Inverse Kinematics of the Human Arm


AVATARMANY CURRENT AND FUTURE AEROSPACE APPLICATIONS of Virtual Environment Technology require that participants be represented to others (and, perhaps, to themselves) as a graphical model, often known as an avatar. The avatar is a synthetic human figure that is controlled, wholly or in part, by a real human. The usual process by which this is done involves the use of position/orientation tracking devices attached to the human. Typical applications in current use may make use of a tracking device attached to every segment of the human body. Thus, the human may be required to wear as many as 100 individual tracking devices. One way to reduce the number of tracking devices required is to use the known dimensions and motion constraints of the human body to infer, from a small number of body segments being tracked, the position of all untracked segments. Inverse kinematics allows the computation of the location and orientation of untracked body segments from only a few tracked segments.

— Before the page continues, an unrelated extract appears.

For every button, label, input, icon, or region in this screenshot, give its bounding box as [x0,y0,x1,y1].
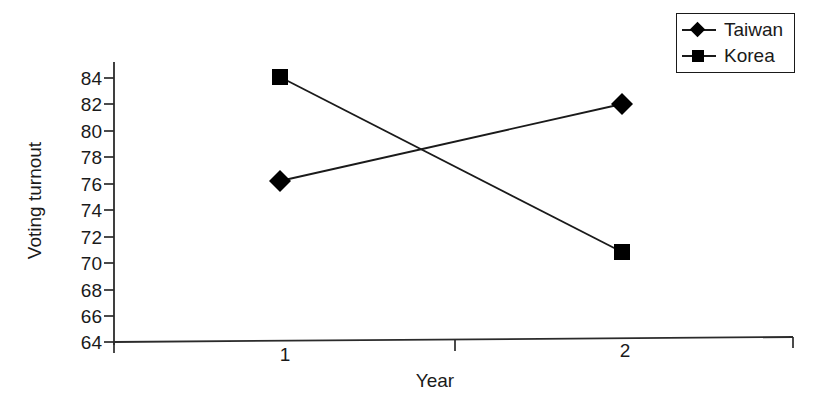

AVATAR—Humans carry out functions that are imitated by a synthetic human figure known as an avatar. Bowen Loftin adjusts a tracking device on the head of a human subject who will direct actions of the avatar. The human body can be modeled as a structure consisting of a series of rigid links connected at the joints.

A human body, or any part of it, can be modeled as an articulated figure structure that consists of a series of rigid links connected at joints. The number of degrees of freedom of an articulated figure is the number of joint angles necessary to specify the state of the structure. If all the joint angles are known or specified, the coordinates of the end of a limb, called the end-effector (such as the hands and feet), can be easily computed (forward kinematics). In developing inverse kinematics, one is interested in finding the joint angles from a knowledge of the end-effector's coordinates. Goal-directed movement, such as moving a hand to open a door or placing a foot at a specified location on the ground, requires the computation of the inverse kinematics, which solves for the set of joint angles from the end-effector's location and orientation. Usually, the forward kinematics function is highly nonlinear, rapidly becoming more and more complex as the number of links increases; thus, the inversion of the function soon becomes impossible to perform analytically.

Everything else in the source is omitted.